The Lie of B2B Brand Advertising

Don't Believe the Lies T-Shirt“We will start with an awareness efforts for the four weeks. This will provide air cover and soften the market for our demand generation campaign.”

Theory, benchmarks and the wisdom of the marketing crowd would indicate that you have a sound strategy. This approach is common in B2B marketing, particularly for mid-sized marketers.

Unfortunately, when you dig into it, the strategy doesn’t hold water. It fails, consistently, for two reasons.

  • The biggest impact the limited awareness effort had was to make you and your team feel good. You were able to point to a few print pages or brand banners, but six weeks later, the change in awareness was nearly imperceptible.
  • You were never really focused on demand generation, your real focus was lead generation. After the campaign wrapped up, you judged it on the leads that were directly attributed to the campaign. If 30% of your budget went to awareness, did you get enough additional leads to justify the expense? No. Would you have been better off with more direct mail, content promotion or telemarketing? Yes.

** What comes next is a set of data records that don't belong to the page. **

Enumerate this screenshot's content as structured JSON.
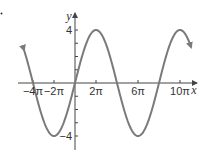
{
  "chart_data": {
    "type": "line",
    "title": "",
    "function": "y = 4 sin(x/4)",
    "xlabel": "x",
    "ylabel": "y",
    "x_range_pi": [
      -4.86,
      11.05
    ],
    "ylim": [
      -5,
      5
    ],
    "x_ticks": [
      {
        "value_pi": -4,
        "label": "−4π"
      },
      {
        "value_pi": -2,
        "label": "−2π"
      },
      {
        "value_pi": 2,
        "label": "2π"
      },
      {
        "value_pi": 6,
        "label": "6π"
      },
      {
        "value_pi": 10,
        "label": "10π"
      }
    ],
    "y_ticks": [
      {
        "value": 4,
        "label": "4"
      },
      {
        "value": -4,
        "label": "−4"
      }
    ],
    "y_minor_ticks": [
      -4,
      -3,
      -2,
      -1,
      1,
      2,
      3,
      4
    ],
    "key_points": [
      {
        "x_pi": -4,
        "y": 0
      },
      {
        "x_pi": -2,
        "y": -4
      },
      {
        "x_pi": 0,
        "y": 0
      },
      {
        "x_pi": 2,
        "y": 4
      },
      {
        "x_pi": 4,
        "y": 0
      },
      {
        "x_pi": 6,
        "y": -4
      },
      {
        "x_pi": 8,
        "y": 0
      },
      {
        "x_pi": 10,
        "y": 4
      }
    ],
    "grid": false,
    "legend": null,
    "curve_color": "#7a7a7a",
    "axis_color": "#444444"
  }
}
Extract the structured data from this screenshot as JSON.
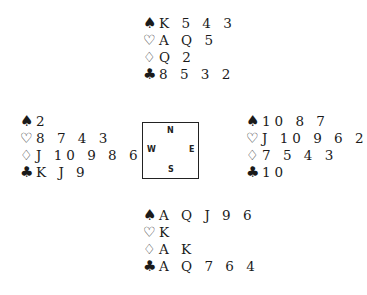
{
  "suit_symbols": {
    "spades": "♠",
    "hearts": "♡",
    "diamonds": "♢",
    "clubs": "♣"
  },
  "compass": {
    "north": "N",
    "south": "S",
    "west": "W",
    "east": "E"
  },
  "hands": {
    "north": {
      "spades": "K 5 4 3",
      "hearts": "A Q 5",
      "diamonds": "Q 2",
      "clubs": "8 5 3 2"
    },
    "west": {
      "spades": "2",
      "hearts": "8 7 4 3",
      "diamonds": "J 10 9 8 6",
      "clubs": "K J 9"
    },
    "east": {
      "spades": "10 8 7",
      "hearts": "J 10 9 6 2",
      "diamonds": "7 5 4 3",
      "clubs": "10"
    },
    "south": {
      "spades": "A Q J 9 6",
      "hearts": "K",
      "diamonds": "A K",
      "clubs": "A Q 7 6 4"
    }
  }
}
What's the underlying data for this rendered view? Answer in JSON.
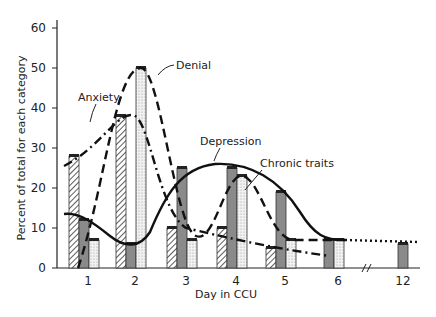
{
  "chart_data": {
    "type": "bar",
    "title": "",
    "xlabel": "Day in CCU",
    "ylabel": "Percent of total for each category",
    "ylim": [
      0,
      60
    ],
    "yticks": [
      0,
      10,
      20,
      30,
      40,
      50,
      60
    ],
    "categories": [
      "1",
      "2",
      "3",
      "4",
      "5",
      "6",
      "12"
    ],
    "axis_break_between": [
      "6",
      "12"
    ],
    "grid": false,
    "legend": "inline curve labels",
    "series": [
      {
        "name": "Anxiety",
        "pattern": "hatched",
        "line_style": "dash-dot",
        "values": [
          28,
          38,
          10,
          10,
          5,
          null,
          null
        ],
        "curve_end": 2
      },
      {
        "name": "Depression",
        "pattern": "dark-gray",
        "line_style": "solid",
        "values": [
          12,
          6,
          25,
          25,
          19,
          7,
          6
        ]
      },
      {
        "name": "Denial",
        "pattern": "dotted",
        "line_style": "long-dash",
        "values": [
          7,
          50,
          7,
          23,
          7,
          7,
          null
        ]
      },
      {
        "name": "Chronic traits",
        "pattern": "none",
        "line_style": "dashed then dotted",
        "values": [
          null,
          null,
          null,
          23,
          7,
          7,
          6
        ]
      }
    ],
    "annotations": [
      {
        "text": "Anxiety",
        "near_day": "1.5"
      },
      {
        "text": "Denial",
        "near_day": "2"
      },
      {
        "text": "Depression",
        "near_day": "4"
      },
      {
        "text": "Chronic traits",
        "near_day": "4.5"
      }
    ]
  }
}
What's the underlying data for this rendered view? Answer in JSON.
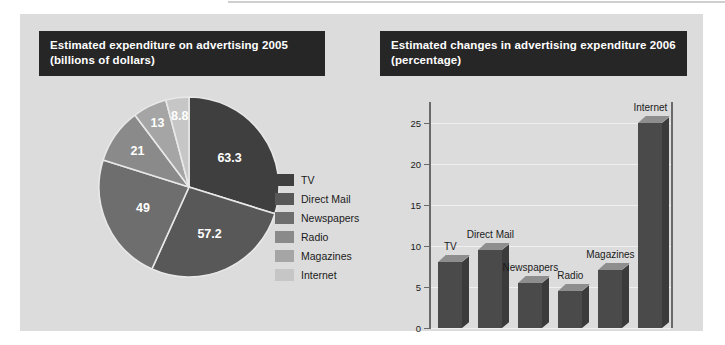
{
  "pie_panel": {
    "title_line1": "Estimated expenditure on advertising 2005",
    "title_line2": "(billions of dollars)"
  },
  "bar_panel": {
    "title_line1": "Estimated changes in advertising expenditure 2006",
    "title_line2": "(percentage)"
  },
  "colors": {
    "panel_background": "#dcdcdc",
    "title_bar": "#262626",
    "title_text": "#ffffff",
    "bar_front": "#4a4a4a",
    "bar_top": "#8e8e8e",
    "bar_side": "#3b3b3b",
    "axis": "#6a6a6a",
    "gridline": "#efefef"
  },
  "chart_data": [
    {
      "type": "pie",
      "title": "Estimated expenditure on advertising 2005 (billions of dollars)",
      "unit": "billions of dollars",
      "labels": [
        "TV",
        "Direct Mail",
        "Newspapers",
        "Radio",
        "Magazines",
        "Internet"
      ],
      "values": [
        63.3,
        57.2,
        49,
        21,
        13,
        8.8
      ],
      "value_labels": [
        "63.3",
        "57.2",
        "49",
        "21",
        "13",
        "8.8"
      ],
      "slice_colors": [
        "#3f3f3f",
        "#585858",
        "#6e6e6e",
        "#8a8a8a",
        "#a5a5a5",
        "#c6c6c6"
      ],
      "legend_position": "right",
      "start_angle_deg": 0,
      "direction": "clockwise"
    },
    {
      "type": "bar",
      "title": "Estimated changes in advertising expenditure 2006 (percentage)",
      "categories": [
        "TV",
        "Direct Mail",
        "Newspapers",
        "Radio",
        "Magazines",
        "Internet"
      ],
      "values": [
        8,
        9.5,
        5.5,
        4.5,
        7,
        25
      ],
      "xlabel": "",
      "ylabel": "",
      "ylim": [
        0,
        27.5
      ],
      "yticks": [
        0,
        5,
        10,
        15,
        20,
        25
      ],
      "ytick_labels": [
        "0",
        "5",
        "10",
        "15",
        "20",
        "25"
      ],
      "grid": true,
      "legend_position": "none",
      "style": "3d-column"
    }
  ]
}
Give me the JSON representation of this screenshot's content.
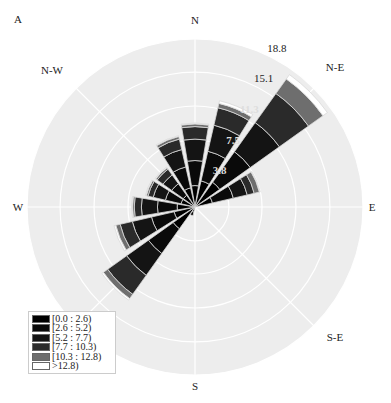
{
  "panel_label": "A",
  "chart_data": {
    "type": "windrose",
    "title": "",
    "directions": [
      "N",
      "NNE",
      "NE",
      "ENE",
      "E",
      "ESE",
      "SE",
      "SSE",
      "S",
      "SSW",
      "SW",
      "WSW",
      "W",
      "WNW",
      "NW",
      "NNW"
    ],
    "angles_deg": [
      0,
      22.5,
      45,
      67.5,
      90,
      112.5,
      135,
      157.5,
      180,
      202.5,
      225,
      247.5,
      270,
      292.5,
      315,
      337.5
    ],
    "bins": [
      "[0.0 : 2.6)",
      "[2.6 : 5.2)",
      "[5.2 : 7.7)",
      "[7.7 : 10.3)",
      "[10.3 : 12.8)",
      ">12.8)"
    ],
    "bin_colors": [
      "#000000",
      "#0a0a0a",
      "#141414",
      "#2a2a2a",
      "#6e6e6e",
      "#ffffff"
    ],
    "series": [
      {
        "name": "[0.0 : 2.6)",
        "values": [
          2.4,
          3.0,
          3.4,
          2.0,
          0,
          0,
          0,
          0,
          0,
          0.6,
          3.0,
          2.4,
          2.0,
          1.6,
          1.6,
          2.2
        ]
      },
      {
        "name": "[2.6 : 5.2)",
        "values": [
          2.8,
          3.4,
          4.2,
          2.4,
          0,
          0,
          0,
          0,
          0,
          0.4,
          3.4,
          2.6,
          2.2,
          1.8,
          1.6,
          2.4
        ]
      },
      {
        "name": "[5.2 : 7.7)",
        "values": [
          2.4,
          3.0,
          4.0,
          1.6,
          0,
          0,
          0,
          0,
          0,
          0,
          3.0,
          2.2,
          1.8,
          1.4,
          1.2,
          2.0
        ]
      },
      {
        "name": "[7.7 : 10.3)",
        "values": [
          1.4,
          2.0,
          4.0,
          0.8,
          0,
          0,
          0,
          0,
          0,
          0,
          2.6,
          1.4,
          0.8,
          0.6,
          0.8,
          1.2
        ]
      },
      {
        "name": "[10.3 : 12.8)",
        "values": [
          0.3,
          0.5,
          2.0,
          0.6,
          0,
          0,
          0,
          0,
          0,
          0,
          0.6,
          0.5,
          0.2,
          0.2,
          0.2,
          0.3
        ]
      },
      {
        "name": ">12.8)",
        "values": [
          0.1,
          0.3,
          0.6,
          0.1,
          0,
          0,
          0,
          0,
          0,
          0,
          0.2,
          0.2,
          0.1,
          0.1,
          0.1,
          0.1
        ]
      }
    ],
    "radial_ticks": [
      3.8,
      7.5,
      11.3,
      15.1,
      18.8
    ],
    "rmax": 18.8,
    "compass_labels": {
      "N": "N",
      "NE": "N-E",
      "E": "E",
      "SE": "S-E",
      "S": "S",
      "SW": "S-W",
      "W": "W",
      "NW": "N-W"
    },
    "legend_position": "lower-left",
    "grid": true
  },
  "legend": {
    "items": [
      {
        "label": "[0.0 : 2.6)",
        "color": "#000000"
      },
      {
        "label": "[2.6 : 5.2)",
        "color": "#0a0a0a"
      },
      {
        "label": "[5.2 : 7.7)",
        "color": "#141414"
      },
      {
        "label": "[7.7 : 10.3)",
        "color": "#2a2a2a"
      },
      {
        "label": "[10.3 : 12.8)",
        "color": "#6e6e6e"
      },
      {
        "label": ">12.8)",
        "color": "#ffffff"
      }
    ]
  }
}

The Awareness Campaign Lie

Companies like IBM and Coca-Cola have invested billions in building their brands. Google delivers millions of search results pages a day, every single one is another experience with Google and its mission to organize the world’s information.

These budgets and experiences contribute to a brand. A few million low quality impressions won’t make a dent. The average lift in brand metrics for an online campaign (available to clients of many of today’s online brand measurement providers) is just a couple of percentage points.

Consider this: is the difference between 50% and 53% awareness really going to make that big of a difference in your demand generation results? No. It won’t. (And we won’t even talk about the long-term impact when online results are measured within seconds of when your ad was seen!)

Awareness isn’t universally increased by your little effort. Perception isn’t universally changed. It almost wasn’t changed at all.

The Bigger Brand Picture

The cumulative value of a stronger brand is far more than the change in response to a demand generation program. It is more people who come to you, instead of you chasing them. It is better win rates. It is a higher bar your competitors must reach.

As you continue to strengthen the perception of your brand, through marketing and through the experience people have with your product and service, you will see these benefits.

These benefits are incredibly valuable, but a short brand campaign to kick off your demand generation program isn’t enough to move the needle. If you then judge that small brand effort on the increase in leads driven through your lead gen programs, you will almost certainly be disappointed.

Your Turn

Do you see marketers, or B2B marketers in particular, investing in brand advertising with unrealistic expectations for the impact it will have on lead generation in particular? Share your view in the comments below or with me on Twitter (@wittlake).

Image: T-Shirt available at RedMolotov.com

Get every post delivered directly to your inbox.

Your email address will not be shared or sold. I hate spam too.